Abstract
Corroborative evidence may be understood as having two epistemic effects: a primary effect by which it offers direct evidence for some claim, and a secondary effect by which it bolsters the appraised probative, or evidential, value of some other piece of evidence for that claim. This paper argues that the bolstering effect of corroborative evidence is epistemically legitimate because corroboration provides a reason to count the belief based on the initial evidence as sensitive to, and safe from, defeat in a way that it was not previously recognized to be. Discovering that our initial evidence tracks the truth in a way we previously did not recognize provides a reason to positively reappraise the probative value of that evidence. The final section of the paper relates the proposed sensitivity- and safety-based account of corroboration to an explanation-based account.
Keywords
Corroboration Corroborative evidence Inference to the best explanation Safety Sensitivity Truth trackingNotes
Acknowledgements
Earlier versions of this paper were presented as conference presentations at the Canadian Society for Epistemology, Université de Sherbrooke, Québec, on 23 November 2012, and the Southern Society for Philosophy and Psychology 105th Annual Meeting, Austin, Texas, on 28 February 2013, and as philosophy department talks at Old Dominion University, on 5 February 2013, the University of Waterloo, on 7 April 2016, McMaster University, on 8 April 2016, and the University of Nevada, Las Vegas, on 7 October 2016. Of those audiences, thanks are especially due to Dale Miller, David Matheson, Cecilea Mun, and Bill Roche for their insightful and instructive comments.
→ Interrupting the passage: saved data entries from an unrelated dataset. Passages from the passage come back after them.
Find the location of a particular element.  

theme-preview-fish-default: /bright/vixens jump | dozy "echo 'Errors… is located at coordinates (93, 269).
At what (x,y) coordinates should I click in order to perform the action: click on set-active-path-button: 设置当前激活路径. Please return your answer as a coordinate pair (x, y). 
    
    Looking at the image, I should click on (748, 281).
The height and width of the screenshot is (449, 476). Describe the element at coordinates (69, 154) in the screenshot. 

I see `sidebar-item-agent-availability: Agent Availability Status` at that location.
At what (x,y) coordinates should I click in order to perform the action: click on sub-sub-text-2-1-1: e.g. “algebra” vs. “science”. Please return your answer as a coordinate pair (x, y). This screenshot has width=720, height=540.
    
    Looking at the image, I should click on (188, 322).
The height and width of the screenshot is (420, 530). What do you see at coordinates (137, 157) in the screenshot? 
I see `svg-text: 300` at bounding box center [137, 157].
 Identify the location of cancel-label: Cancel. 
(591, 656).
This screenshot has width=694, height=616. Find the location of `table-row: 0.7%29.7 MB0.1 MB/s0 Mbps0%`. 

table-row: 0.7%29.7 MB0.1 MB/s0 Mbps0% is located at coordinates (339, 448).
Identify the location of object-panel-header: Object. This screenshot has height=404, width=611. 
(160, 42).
Thanks to David Matheson for, early on in this project, calling my attention to the fact that, in addition to making a view defeasibly sensitive, corroboration similarly makes it defeasibly safe. To Scott Aikin, Keith DeRose, Catherine Elgin, John Grey, Matt McKeon, and Duncan Pritchard I offer my sincere thanks for their careful readings of earlier versions of this paper, for their illuminating and constructive criticisms, and for their encouragement of the project generally. Additionally, the anonymous reviewers of this paper have my thanks.